No defender covered themselves in glory for Diego Caligiuri’s early goal, but Valencia’s positioning was beyond terrible. It would be a surprise if it didn’t happen 20% of the time he plays there. It’s almost like he’s just a right winger who was proven not to be good enough for Manchester United. I might have mentioned that.

Valencia’s presence in United’s defence due to injuries reminds me of something Brian Clough said on the subject of playing players out of position. I’m paraphrasing here, but: “If my right-back is injured, I play the reserve. If the reserve’s injured, I play the youth team right-back. If he’s not good enough, he shouldn’t be at the club.” Quite.

 

Branislav Ivanovic
We outlined here the kicking that Ivanovic got in the media after his latest failure, and all of it was deserved. It’s incredible to think he was named in the PFA Team of the Year in May.

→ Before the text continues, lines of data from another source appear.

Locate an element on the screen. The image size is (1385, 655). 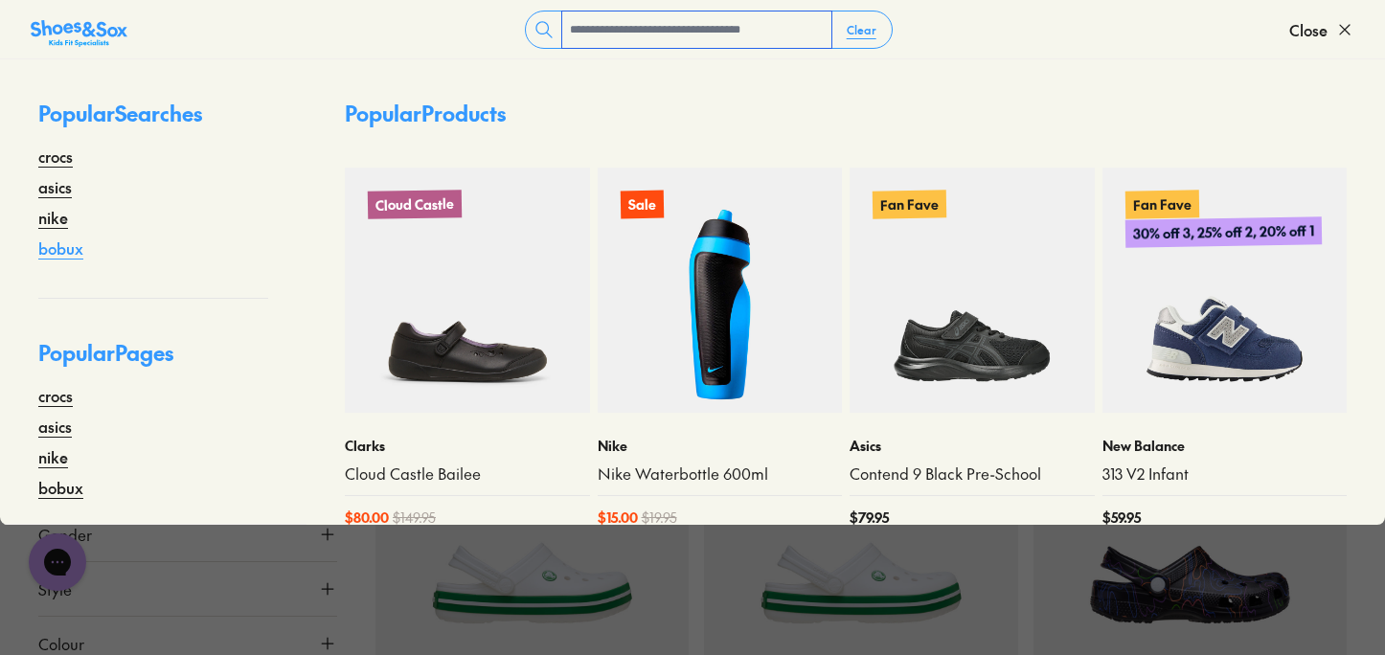
p: Popular Pages is located at coordinates (153, 360).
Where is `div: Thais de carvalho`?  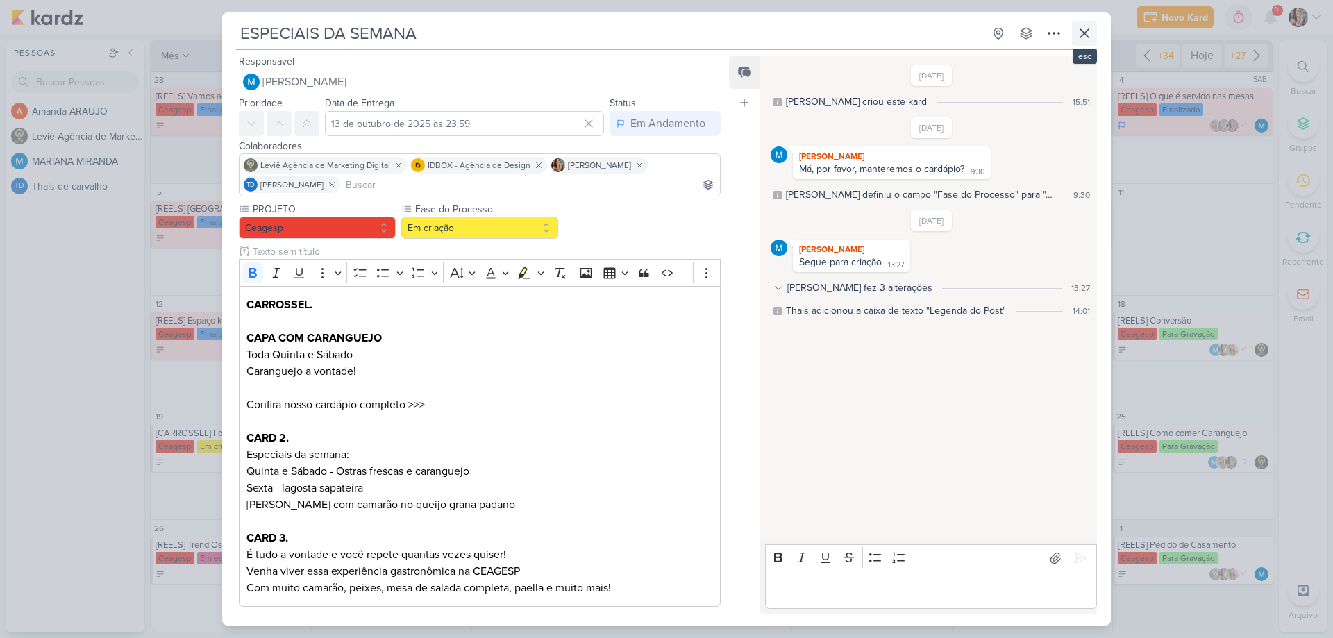 div: Thais de carvalho is located at coordinates (251, 185).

Ivanovic is genuinely one of the Premier League’s worst right-backs on current form. If this feels like a witch-hunt, that’s because the Serbian is wearing a black hat and stirring a cauldron with his black cat.

 

Cesc Fabregas
Last season’s assist master has become the jack of no trades, pushed into a midfield no man’s land by his manager. He’s not strong enough in the tackle to be a holding player, and is too far from the final third to demonstrate the creativity which is so clearly is forte. A waste, basically.

 

Wayne Rooney
One shot, off target. At least it’s getting to the stage now where I forget he’s playing, so can’t tell how bad he is.

 

Nicolas Otamendi
Struggling to settle in Manchester City’s central defence after costing over £30m. At least Eliaquim Mangala will be able to offer advice.

 

Borussia Monchengladbach
If you concede seven penalties in five matches, things won’t go well.

 

Dinamo Zagreb
The 45-match unbeaten run is over. That’s what playing Bayern Munich does.

 

Robbie Savage
I lasted nine minutes. I deserve a f**king medal.